Housing program to help disabled

New grant generating rent subsidies for 37

Sunday, March 25, 2007

By Valerie Faciane

Chronically homeless people with disabilities will get support services and help with rent under a new program in Orleans and Jefferson parishes that has been secured with a two-year federal grant.

The $951,873 grant to Unity of Greater New Orleans will create a permanent housing support program for 37 single adults in the two parishes, assuming landlords who are willing to participate in the program come forward, Unity's Executive Director Martha Kegel said.

Money for the new program is embedded in a $12.25 million competitive grant HUD awarded Unity to continue housing services. The money will be issued to 42 of the 60 agencies in Orleans and Jefferson comprising the Unity collaborative. In addition to housing, the collaborative provides case management and other services to end and prevent homelessness, Kegel said. Member agencies include, among others, Volunteers of America, Catholic Charities, the Jefferson Parish Human Services Authority, Bridge House, and the Louisiana State Department of Health and Hospitals.

"The funds are needed now much more desperately than they ever were because we are seeing a whole new wave of homelessness caused by the hurricane and levee failures," said Kegel, whose organization has applied successfully for HUD grants for a decade.
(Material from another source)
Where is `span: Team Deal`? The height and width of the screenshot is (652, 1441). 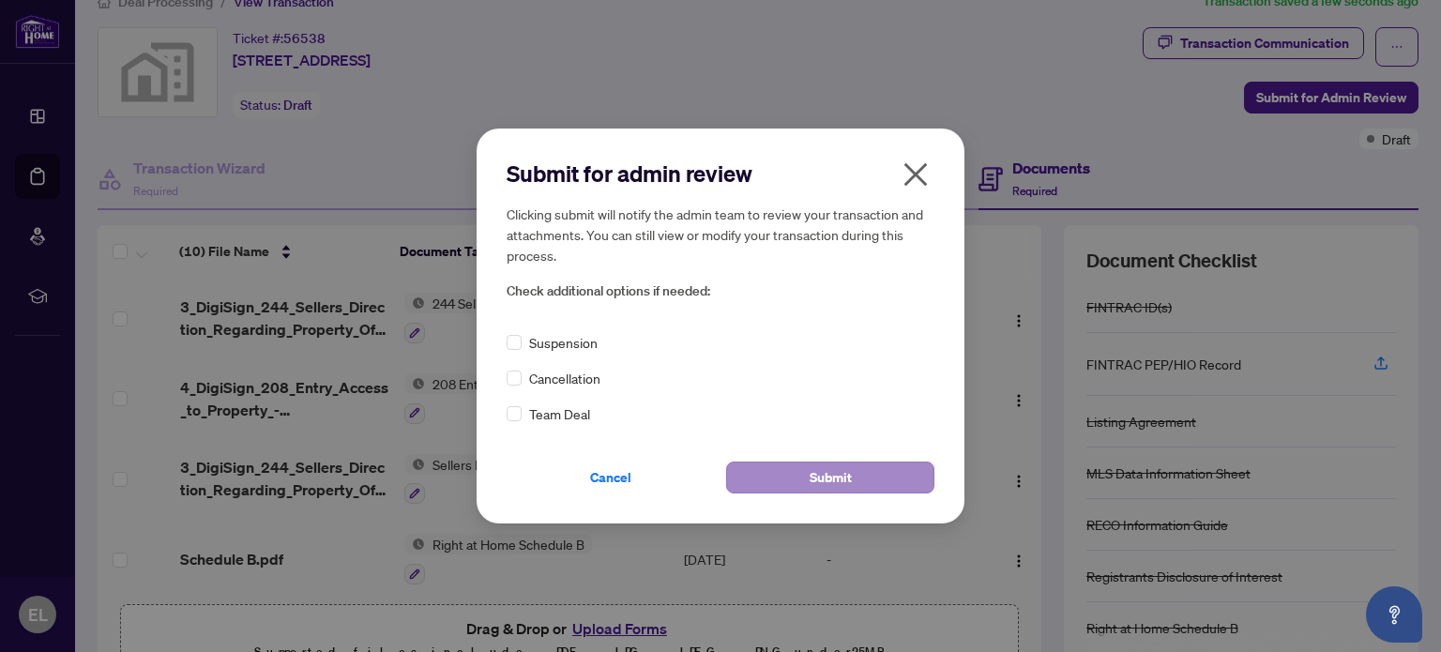 span: Team Deal is located at coordinates (559, 414).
She said the renewed funding, plus money for the new project "is a reflection of the incredible work in the trenches of all the agencies in our collaborative . . . at a very challenging time."

Maintaining Unity's competitiveness was a victory over hurricane losses suffered by many member agencies as well as their employees, Kegel said.

"The staff of our agencies are the silent heroes of the post-Katrina era," she said. "No matter how badly they were affected they always saw that there were people more vulnerable."

Unity is in the process of choosing a nonprofit to operate the new project, Kegel said.

Eighty percent of the new grant will be used for rent subsidies and the other 20 percent for supportive services, such as helping clients who need substance abuse therapy, job training and job procurement, she said.

Any person with disabilities who has been homeless for at least a year is eligible to participate in the permanent supportive housing program, Kegel said.

Unity will work with landlords in Orleans and Jefferson willing to participate in the program, she said. Tenants will be required to pay 30 percent of their income for rent, and the HUD grant makes up the difference. The rent can't exceed the HUD fair market rent, which varies depending on whether the unit is an efficiency or a one-bedroom. The maximum that a landlord can charge for an efficiency is $755 a month; and the maximum for a one-bedroom is $836 a month, Kegel said.

"We try to find places that are less than that, because typically our clients only have SSI, which is $623 a month," she said. That means that clients will pay around $200 a month from their income for rent, and would have around $400 a month for food and other necessities.

Kegel predicted that the program will be up and running in about three months.